Education brand loyalty: Create long-lasting school spirit for your school

Cultivating education brand loyalty is a long game. Getting new students to come to your school is just the beginning. How are you working to make this critical marketing condition a reality?

It’s a tricky condition to create for two big reasons:

  1. Education brand loyalty requires considerable time to create.
  2. It requires the combined effort of your entire staff, faculty and current students.

Education brands like yours are very different from consumer brands. According to this Inside Higher Ed article, schools “have experiential brands and long-term relationships.”

This means that your brand is either helped or hindered by each and every single interaction that a student, alumnus or donor has with any representation of your school.
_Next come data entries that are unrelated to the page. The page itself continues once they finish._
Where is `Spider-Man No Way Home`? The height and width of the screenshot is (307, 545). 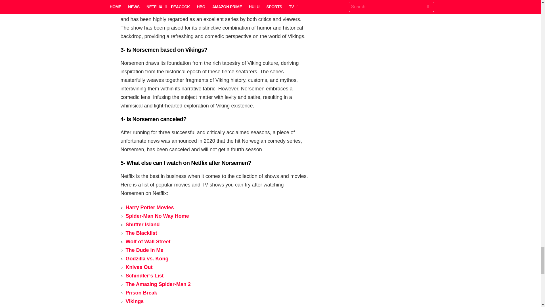 Spider-Man No Way Home is located at coordinates (157, 216).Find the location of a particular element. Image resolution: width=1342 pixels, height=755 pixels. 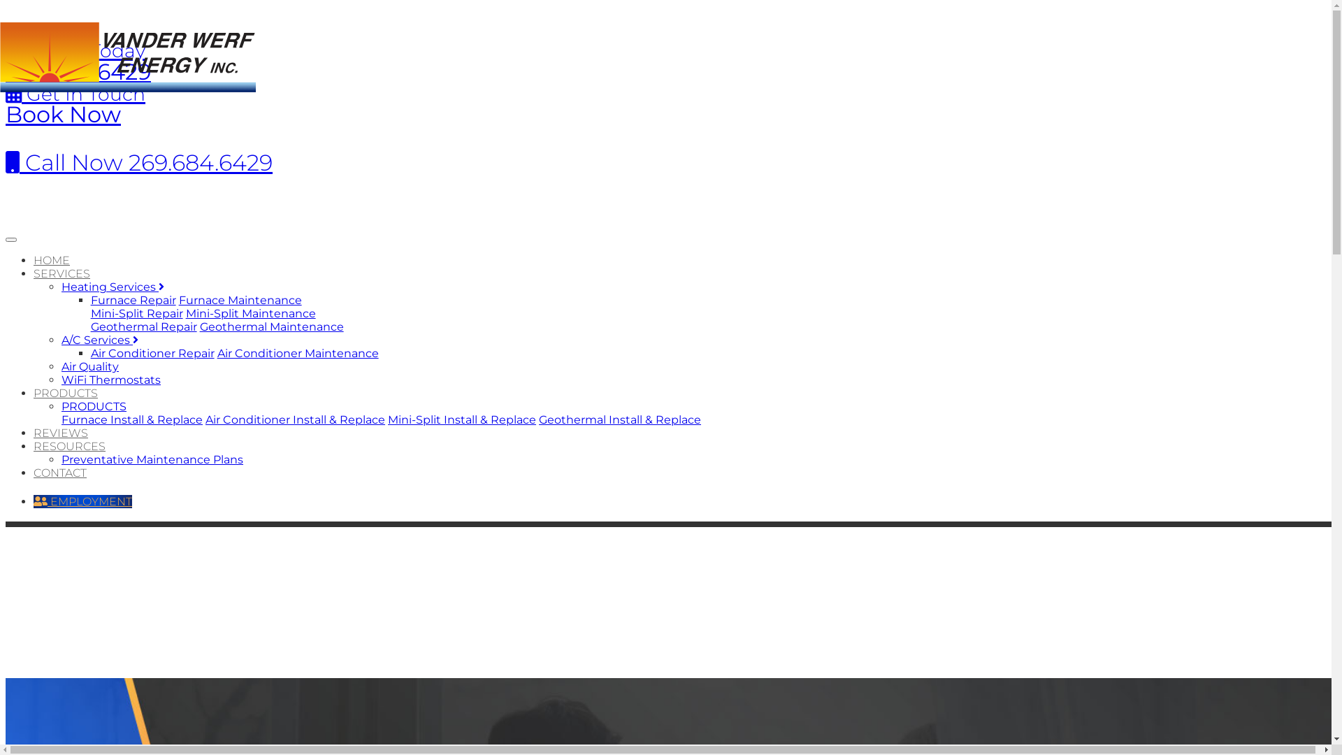

SERVICES is located at coordinates (62, 274).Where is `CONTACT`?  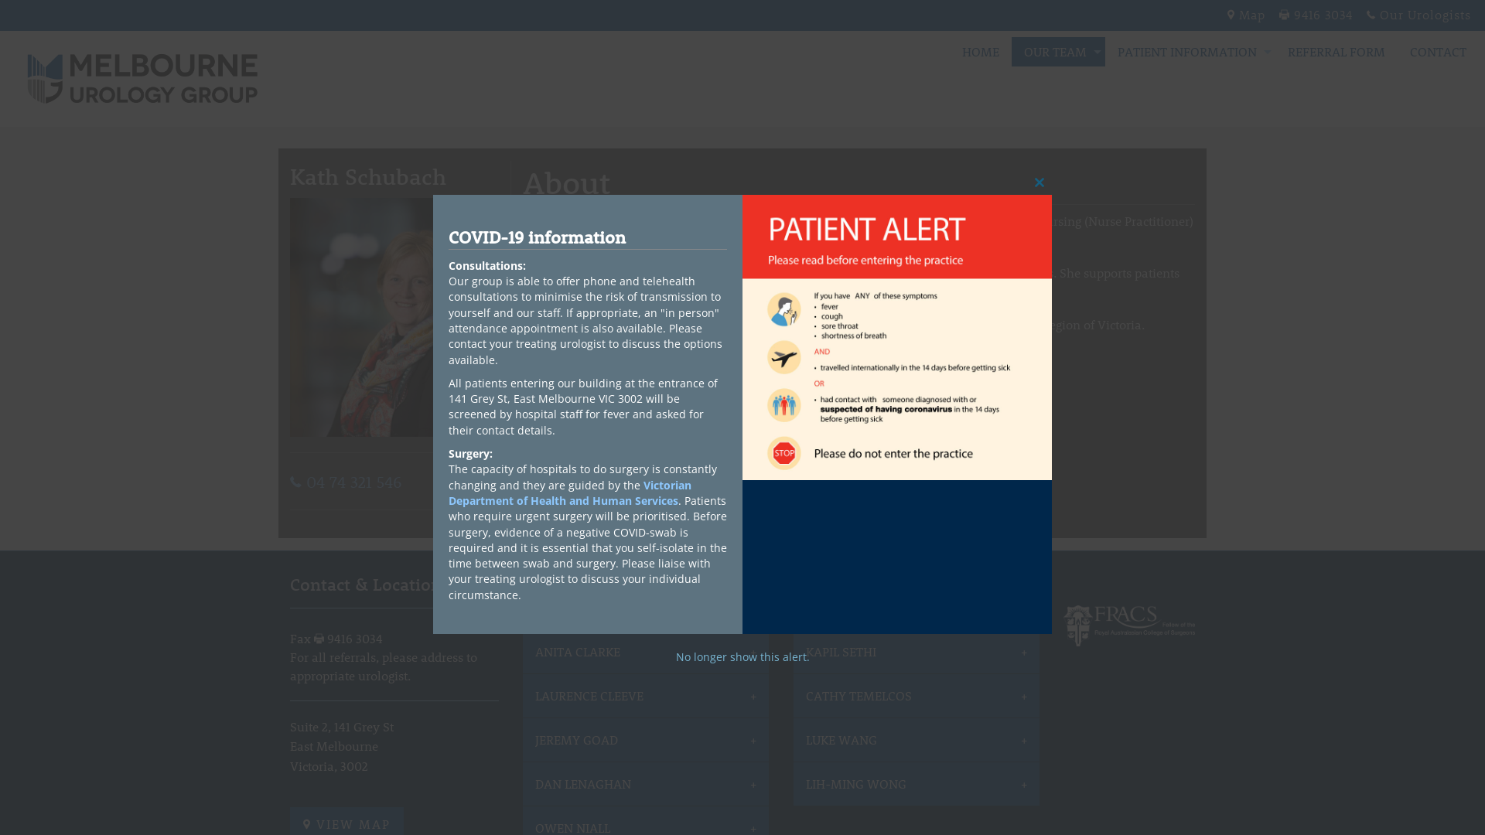 CONTACT is located at coordinates (1439, 52). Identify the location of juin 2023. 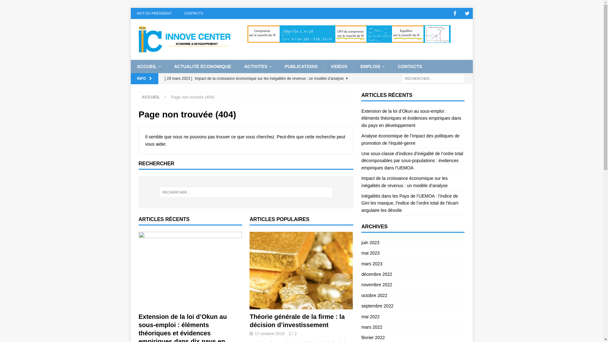
(413, 243).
Conversations with faculty. Dealing with administrative issues with school staff. The energy felt in your school’s on-campus coffee bar. Each one of these interactions will either build or destroy the way your audience perceives you.
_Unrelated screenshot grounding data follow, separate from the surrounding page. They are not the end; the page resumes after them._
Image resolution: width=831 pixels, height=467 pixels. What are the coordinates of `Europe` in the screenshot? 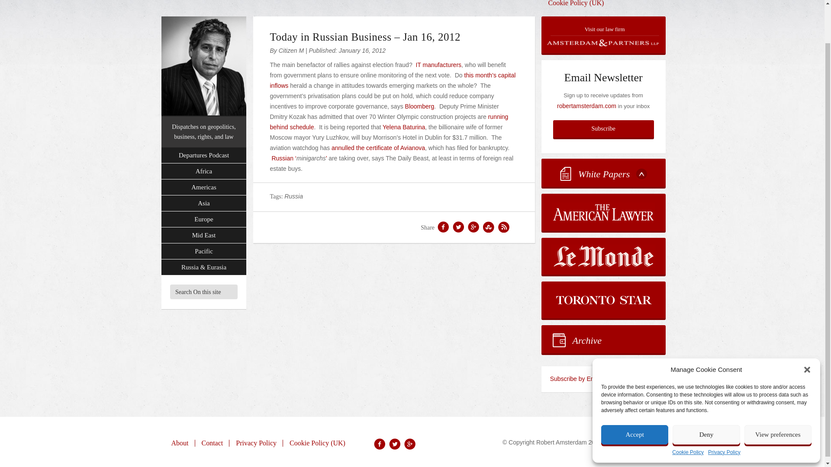 It's located at (203, 219).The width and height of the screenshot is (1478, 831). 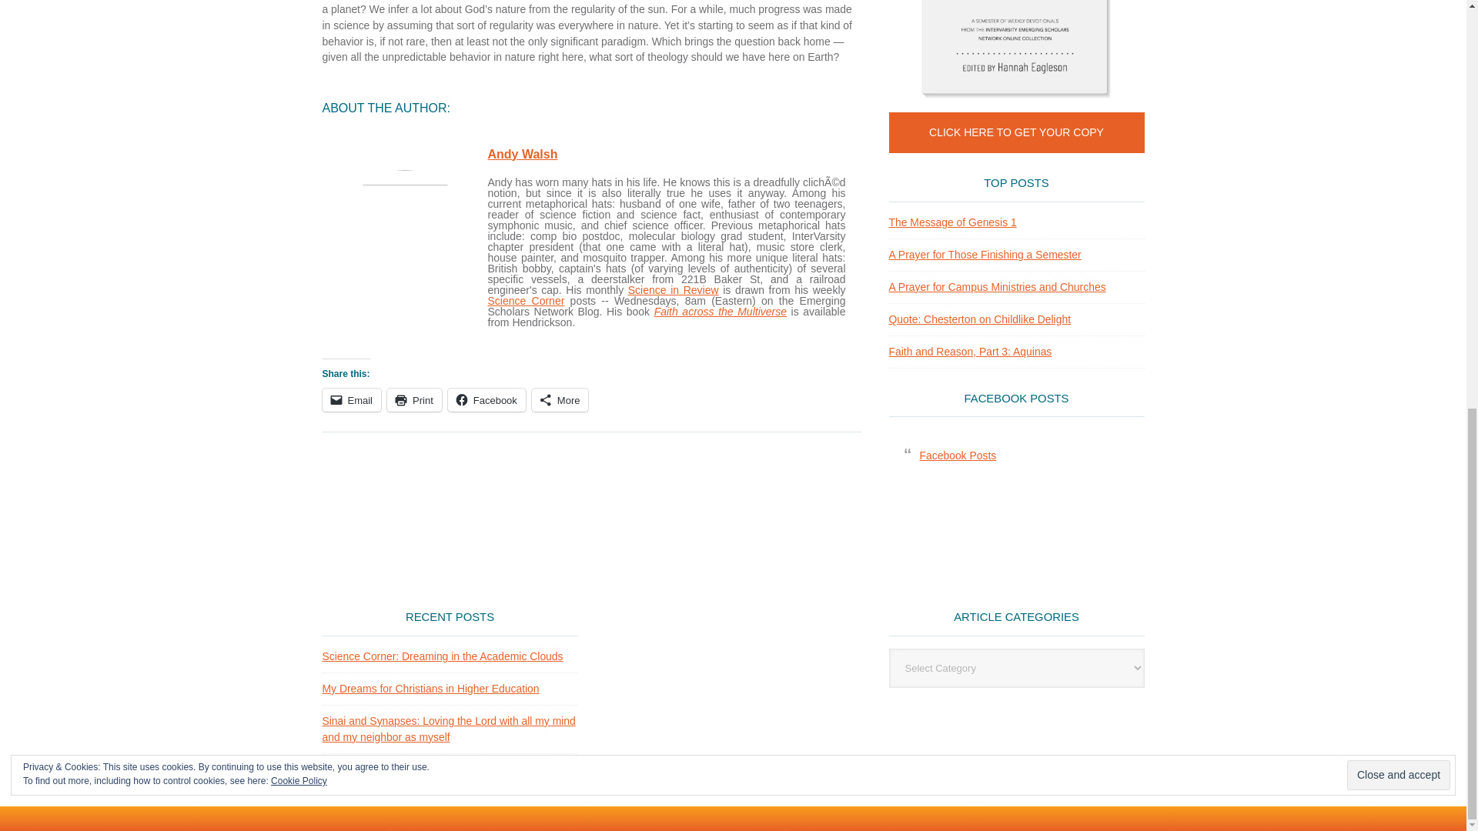 I want to click on Click to share on Facebook, so click(x=486, y=400).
And this ultimately determines their loyalty to your school.

The head cheerleader

I know what you’re thinking. Your marketing team has very little control over the experiences people have with your school.

And you’re right …

But you can have a big influence on improving these interactions all across your school as the brand cheerleader for your school!

You are the head cheerleader for crafting education brand loyalty. You are the cheerleader, pumping up the school spirit with your audience!
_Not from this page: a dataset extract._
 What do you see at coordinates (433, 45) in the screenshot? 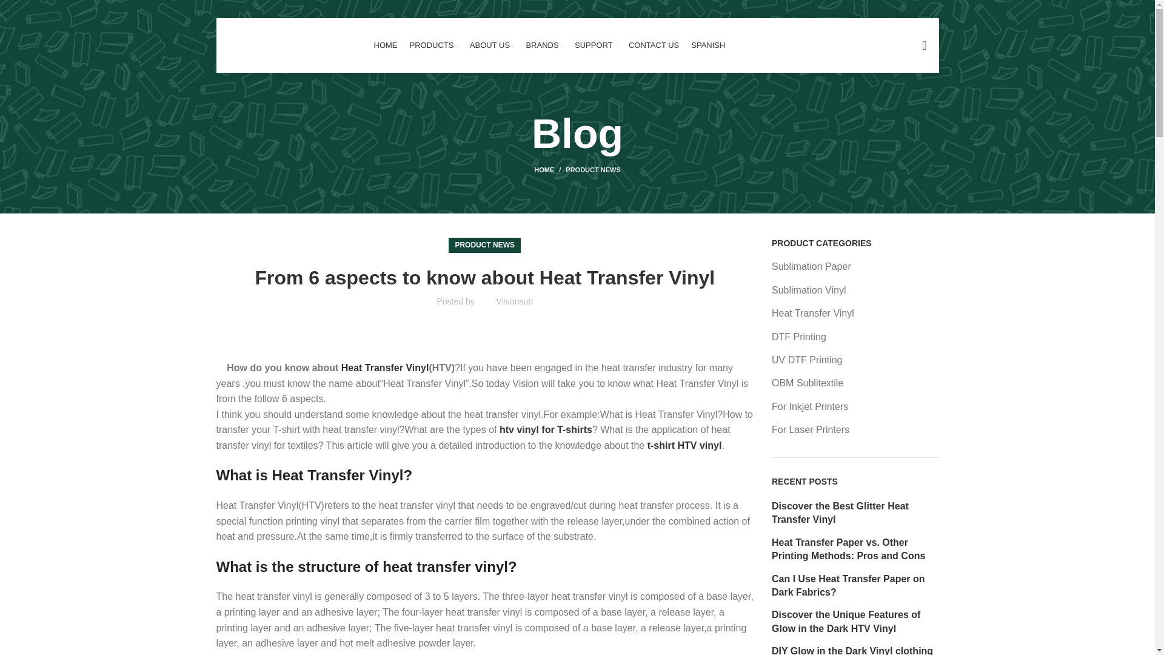
I see `PRODUCTS` at bounding box center [433, 45].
Cheerleaders, mascots and marching bands can’t control all the variables that make up school spirit at a sports event, but they exert a ton of influence on the crowd to keep spirits high and make that event unforgettable.

Education brand loyalty is more like school spirit than customer retention in the business world.

You and your marketing team are the cheerleaders who help stir up school pride, spirit and excellence. Here’s how.

Ways you can improve education brand loyalty

  1. Craft and enforce language that expresses the heart of your school’s brand.
    The very first task of any education marketing team is to discover and articulate the core values and essence of the school brand in words and imagery. The words, slogans, colours, typography, symbols and logos chosen to represent your education brand should be standardised and made available to all departments that communicate to the various audiences. Train your staff colleagues in how to insert key marketing messages into their daily communications as a matter of practice.
  2. Consider current students as a primary audience.
    Don’t wait until graduation! Alumni development begins on the first day of school. It’s a common mistake to focus all the marketing attention on external audiences. But because your school has an experiential brand, every interaction with your school, every day, needs to be accompanied by your brand’s messaging to create a seamless experience later for graduates of your school.

    “This paradigm creates access to many different types of touchpoints — from student experiences to alumni communications and therefore many opportunities to build loyalty. The more institutions take advantage of these opportunities to build meaningful engagement, the more loyal and committed their constituents will become.” Inside Higher Ed

  3. Optimise your marketing for retention, not just acquisition.
    There’s a big ongoing discussion among fundraising professionals on the merits of spending more on retention rather than acquisition. The same could be said about how we go about marketing. Retention-focused marketing tactics focus on engaging with people after they do what you asked for in your acquisition marketing. This includes thank you letters, welcome packets, student on-boarding and other helpful elements. Retention could also include marketing that motivates the audience to engage further with the school’s mission.For example, marketing your referral program to new students and asking them to refer their friends to your school would be a retention strategy that feeds into your acquisition strategy.
  4. Tell stories that inspire school spirit.
    Make sure your marketing isn’t all about you! Highlight the people who are living out your school values in blog posts, newsletters, magazines and video hero spots.
  5. Promote programs that make alumni feel as though they’re still a part of the action.
    Put some marketing muscle behind the departments in your school that offer sports, volunteer and career mentoring or networking opportunities for your alumni. These programs and events can be marketing mediums that reinforce education brand loyalty.
  6. Host interdepartmental school spirit events.
    Administrative staff are often overlooked when it comes to school spirit activities. They’ve got their heads down in the work that needs to be done to keep your institution running at full speed. As the school brand’s head cheerleader, put together office events that foster goodwill and school spirit among your office staff. These gatherings can inspire your support staff to greater excellence in their daily work, which will improve every interaction they have with students, parents, alumni and donors.
  7. Don’t get caught up with rankings. Focus on what matters.
    School rankings are great, but they’re not your biggest competitive advantage. Encourage your team and your school’s leadership to focus instead on making every interaction with your audiences as memorable as possible. The rankings will follow.

    “Rankings get you into the consideration set, but it’s actually what happens after that determines what brand people choose.” Rao Unnava, Dean of the UC Davis Graduate School of Management


The experience of a lifetime
The key to education brand loyalty comes down to the experience that students have while at your school. The memories and feelings they have about their experience with you will follow them for a lifetime as they become alumni and donors.

You may not be able to control everything about student experience at your school, but you can do a lot to support and promote what your school is doing already to boost school spirit.